Developed/Published by: SNK
Released: 11/1979
Completed: 28/03/2026
Completion: Got as far as I could get!
High score: 14150 (I could do better.)
About a week ago SNK and Plaion Replai announced the Neo Geo+, a modern 1:1 recreation of the original AES hardware, and the announcement was quickly followed by many people raising that SNK is 96% owned by the MISK Foundation1, a Saudi Arabian non-profit and non-governmental organization established in 2011 by Mohammed bin Salman, the Crown Prince of Saudi Arabia who is prominently featured in the Epstein Files and credibly accused of ordering the murder of journalist Jamal Khashoggi.
This has, obviously, come up before, most notably when Fatal Fury: City of the Wolves was announced/released, because the game’s bizarre inclusion of Cristiano Ronaldo (who plays for Al Nassr FC, owned by the Public Investment Fund of Saudi Arabia) and a DJ with links to Mohammed whose inclusion annoys me so much that I don’t actually want to actually name him directly.
In that case, I think it was a lot easier for people to hand-wave, because even if it did hurt to see a sequel to a beloved fighting game get gummed up with weird garbage, it was perfectly easy for most people to go “well, too bad. I can always play something else.” But the Neo Geo AES has an incredible mystique for the millennial “gamer”: an incredibly expensive, luxury console that at one point offered the only way to play truly “arcade perfect” games at home. If you’re old enough, you played these games in the arcade; but you likely never ever saw an AES in the flesh, never mind played one (I’ve certainly still never played one.) It’s a gorgeous bit of kit, a classic piece of design and the games even came in big beautiful clamshell cases.
It’s understandable why you’d covet it. More than just getting a “perfect” recreation of the hardware, there’s an urge I think from many to hope this succeeds so that companies might simply see fit to reissue their own back catalogues. After all, you can go into a record store today and buy a new copy of an album from the 80s; why can’t you do it with a Mega Drive game?2
What I can’t understand is the people who are so desperate to ignore the reality of what they’d be supporting. The classic fallacy that “if there’s no ethical consumption, I can do what I want.” This take, long tedious by this point, is a position only held by people so intellectually incurious they can’t see their own ignorance.
As Wes Fenlon accepted in his excellent newsletter broaching this topic, people can ultimately do what they like. Of course they can. But to pretend there’s nothing more in our lives than wanting things and getting things is so… diminishing.
Rather I exist in a world where I consider values, what I want to represent, what I accept or justify, what I can’t. To see the world as rich and complicated and to exist in it, not simply consume.
As a result of this entire discussion, it’s made me consider my own planned coverage of SNK. I’ve mentioned before that a lot of my writing here comes from my own urge to play through the many, many games I own, and from my own personal interest in game history. I played through Ozma Wars because it’s the first game on the SNK 40th Anniversary Collection, which I own, and which was originally published in 2018 (two years before the Misk Foundation would purchase its first shares in SNK.) Ozma Wars came out in 1979.
These early SNK games have nothing to do with the company’s current ownership. But it’s not quite that clean. In writing about them, I give coverage to the SNK brand. I’ll admit that until the recent announcement it’s likely I wouldn’t have even thought about the ownership issues. It’s be easier not to! As a signee of No Games for Genocide, I’m committed to not covering Microsoft-published games, and I’ve struggled with what that means for my game history coverage. I’m eager, for example, to play through Rare’s back catalogue, but can I? They’re owned by Microsoft now, but they weren’t then?
There isn’t an easy answer here, even if you can play all these games without ever giving anyone a penny after a quick internet search and a couple of downloads.
Obviously, I won’t be covering the Neo Geo+ and I won’t be covering any modern SNK games. And I don’t have any games from the SNK 40th Anniversary Collection on my to-play list any time soon. I think Ozma Wars is an interesting piece of history, and loathe to discard this piece of writing, I’m going to share it. But I’ll have to consider if I’ll write any more. Perhaps that’s frustratingly inconclusive. But at least I’ve made it clear here that the company I’m writing about is a very different one now than it was then.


• _Goal of the exercise_
What you return should match the data below exactly, with every entry reproduced.

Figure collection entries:
==*==
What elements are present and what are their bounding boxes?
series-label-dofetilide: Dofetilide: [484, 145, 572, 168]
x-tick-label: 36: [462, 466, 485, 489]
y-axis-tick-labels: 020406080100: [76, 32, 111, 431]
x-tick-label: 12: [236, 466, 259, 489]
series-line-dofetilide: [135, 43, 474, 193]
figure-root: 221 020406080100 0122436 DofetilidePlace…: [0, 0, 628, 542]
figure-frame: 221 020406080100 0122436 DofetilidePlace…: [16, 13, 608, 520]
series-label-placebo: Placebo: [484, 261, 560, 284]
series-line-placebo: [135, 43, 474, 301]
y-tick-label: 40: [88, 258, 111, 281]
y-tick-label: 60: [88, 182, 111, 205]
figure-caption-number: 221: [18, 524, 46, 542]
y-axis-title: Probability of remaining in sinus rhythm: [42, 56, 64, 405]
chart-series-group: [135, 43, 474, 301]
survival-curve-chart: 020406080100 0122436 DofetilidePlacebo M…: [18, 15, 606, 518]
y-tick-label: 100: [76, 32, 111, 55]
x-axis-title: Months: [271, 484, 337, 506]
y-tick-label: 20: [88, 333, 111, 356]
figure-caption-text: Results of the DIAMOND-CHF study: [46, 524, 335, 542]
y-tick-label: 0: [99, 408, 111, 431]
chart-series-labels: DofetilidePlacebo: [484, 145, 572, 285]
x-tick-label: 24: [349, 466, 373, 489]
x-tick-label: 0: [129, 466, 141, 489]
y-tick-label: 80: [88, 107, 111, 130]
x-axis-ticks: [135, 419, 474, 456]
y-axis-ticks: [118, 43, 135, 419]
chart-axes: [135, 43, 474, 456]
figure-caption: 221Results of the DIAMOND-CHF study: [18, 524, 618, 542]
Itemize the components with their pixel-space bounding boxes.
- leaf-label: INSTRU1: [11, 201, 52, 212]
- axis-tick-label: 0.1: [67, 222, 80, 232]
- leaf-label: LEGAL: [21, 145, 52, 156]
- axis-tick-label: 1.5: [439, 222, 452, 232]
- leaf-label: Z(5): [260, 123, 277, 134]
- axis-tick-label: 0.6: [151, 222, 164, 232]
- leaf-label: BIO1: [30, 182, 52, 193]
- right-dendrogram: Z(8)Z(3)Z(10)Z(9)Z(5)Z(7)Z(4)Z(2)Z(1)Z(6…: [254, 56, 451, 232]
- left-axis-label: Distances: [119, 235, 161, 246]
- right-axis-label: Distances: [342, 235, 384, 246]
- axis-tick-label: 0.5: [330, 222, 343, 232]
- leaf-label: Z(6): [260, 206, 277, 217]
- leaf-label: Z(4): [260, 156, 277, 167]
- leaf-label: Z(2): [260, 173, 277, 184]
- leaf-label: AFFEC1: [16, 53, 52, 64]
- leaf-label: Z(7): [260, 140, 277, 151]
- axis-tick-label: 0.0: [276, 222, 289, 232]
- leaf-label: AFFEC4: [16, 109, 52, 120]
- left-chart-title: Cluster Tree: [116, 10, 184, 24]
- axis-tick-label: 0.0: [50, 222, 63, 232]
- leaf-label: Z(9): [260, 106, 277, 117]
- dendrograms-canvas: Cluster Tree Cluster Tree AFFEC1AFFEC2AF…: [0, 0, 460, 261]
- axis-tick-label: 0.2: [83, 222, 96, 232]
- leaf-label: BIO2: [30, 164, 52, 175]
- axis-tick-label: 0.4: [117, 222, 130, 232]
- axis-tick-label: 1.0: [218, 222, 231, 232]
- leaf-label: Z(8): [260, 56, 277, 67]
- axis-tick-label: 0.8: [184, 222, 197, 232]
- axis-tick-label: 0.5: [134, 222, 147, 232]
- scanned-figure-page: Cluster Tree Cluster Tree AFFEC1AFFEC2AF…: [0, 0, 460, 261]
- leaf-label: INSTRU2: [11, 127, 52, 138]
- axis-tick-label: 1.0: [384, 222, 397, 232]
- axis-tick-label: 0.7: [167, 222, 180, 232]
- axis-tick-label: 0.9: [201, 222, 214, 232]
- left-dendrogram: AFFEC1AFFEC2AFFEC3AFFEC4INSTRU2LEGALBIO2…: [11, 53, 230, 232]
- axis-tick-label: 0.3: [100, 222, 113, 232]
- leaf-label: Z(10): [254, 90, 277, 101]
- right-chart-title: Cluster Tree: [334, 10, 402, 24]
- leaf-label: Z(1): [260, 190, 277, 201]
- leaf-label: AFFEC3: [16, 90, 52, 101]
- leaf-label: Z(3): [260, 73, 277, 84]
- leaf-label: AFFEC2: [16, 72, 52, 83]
==*==
• _Reply_
What elements are present and what are their bounding boxes?
series-label-dofetilide: Dofetilide: [484, 145, 572, 168]
x-tick-label: 36: [462, 466, 485, 489]
y-axis-tick-labels: 020406080100: [76, 32, 111, 431]
x-tick-label: 12: [236, 466, 259, 489]
series-line-dofetilide: [135, 43, 474, 193]
figure-root: 221 020406080100 0122436 DofetilidePlace…: [0, 0, 628, 542]
figure-frame: 221 020406080100 0122436 DofetilidePlace…: [16, 13, 608, 520]
series-label-placebo: Placebo: [484, 261, 560, 284]
series-line-placebo: [135, 43, 474, 301]
y-tick-label: 40: [88, 258, 111, 281]
y-tick-label: 60: [88, 182, 111, 205]
figure-caption-number: 221: [18, 524, 46, 542]
y-axis-title: Probability of remaining in sinus rhythm: [42, 56, 64, 405]
chart-series-group: [135, 43, 474, 301]
survival-curve-chart: 020406080100 0122436 DofetilidePlacebo M…: [18, 15, 606, 518]
y-tick-label: 100: [76, 32, 111, 55]
x-axis-title: Months: [271, 484, 337, 506]
y-tick-label: 20: [88, 333, 111, 356]
figure-caption-text: Results of the DIAMOND-CHF study: [46, 524, 335, 542]
y-tick-label: 0: [99, 408, 111, 431]
chart-series-labels: DofetilidePlacebo: [484, 145, 572, 285]
x-tick-label: 24: [349, 466, 373, 489]
x-tick-label: 0: [129, 466, 141, 489]
y-tick-label: 80: [88, 107, 111, 130]
x-axis-ticks: [135, 419, 474, 456]
y-axis-ticks: [118, 43, 135, 419]
chart-axes: [135, 43, 474, 456]
figure-caption: 221Results of the DIAMOND-CHF study: [18, 524, 618, 542]
Itemize the components with their pixel-space bounding boxes.
- leaf-label: INSTRU1: [11, 201, 52, 212]
- axis-tick-label: 0.1: [67, 222, 80, 232]
- leaf-label: LEGAL: [21, 145, 52, 156]
- axis-tick-label: 1.5: [439, 222, 452, 232]
- leaf-label: Z(5): [260, 123, 277, 134]
- axis-tick-label: 0.6: [151, 222, 164, 232]
- leaf-label: BIO1: [30, 182, 52, 193]
- right-dendrogram: Z(8)Z(3)Z(10)Z(9)Z(5)Z(7)Z(4)Z(2)Z(1)Z(6…: [254, 56, 451, 232]
- left-axis-label: Distances: [119, 235, 161, 246]
- right-axis-label: Distances: [342, 235, 384, 246]
- axis-tick-label: 0.5: [330, 222, 343, 232]
- leaf-label: Z(6): [260, 206, 277, 217]
- leaf-label: Z(4): [260, 156, 277, 167]
- leaf-label: Z(2): [260, 173, 277, 184]
- leaf-label: AFFEC1: [16, 53, 52, 64]
- leaf-label: Z(7): [260, 140, 277, 151]
- axis-tick-label: 0.0: [276, 222, 289, 232]
- leaf-label: AFFEC4: [16, 109, 52, 120]
- left-chart-title: Cluster Tree: [116, 10, 184, 24]
- axis-tick-label: 0.0: [50, 222, 63, 232]
- leaf-label: Z(9): [260, 106, 277, 117]
- dendrograms-canvas: Cluster Tree Cluster Tree AFFEC1AFFEC2AF…: [0, 0, 460, 261]
- axis-tick-label: 0.2: [83, 222, 96, 232]
- leaf-label: BIO2: [30, 164, 52, 175]
- axis-tick-label: 0.4: [117, 222, 130, 232]
- axis-tick-label: 1.0: [218, 222, 231, 232]
- leaf-label: Z(8): [260, 56, 277, 67]
- axis-tick-label: 0.8: [184, 222, 197, 232]
- axis-tick-label: 0.5: [134, 222, 147, 232]
- scanned-figure-page: Cluster Tree Cluster Tree AFFEC1AFFEC2AF…: [0, 0, 460, 261]
- leaf-label: INSTRU2: [11, 127, 52, 138]
- axis-tick-label: 1.0: [384, 222, 397, 232]
- axis-tick-label: 0.7: [167, 222, 180, 232]
- axis-tick-label: 0.9: [201, 222, 214, 232]
- left-dendrogram: AFFEC1AFFEC2AFFEC3AFFEC4INSTRU2LEGALBIO2…: [11, 53, 230, 232]
- axis-tick-label: 0.3: [100, 222, 113, 232]
- leaf-label: Z(10): [254, 90, 277, 101]
- right-chart-title: Cluster Tree: [334, 10, 402, 24]
- leaf-label: Z(1): [260, 190, 277, 201]
- leaf-label: AFFEC3: [16, 90, 52, 101]
- leaf-label: Z(3): [260, 73, 277, 84]
- leaf-label: AFFEC2: [16, 72, 52, 83]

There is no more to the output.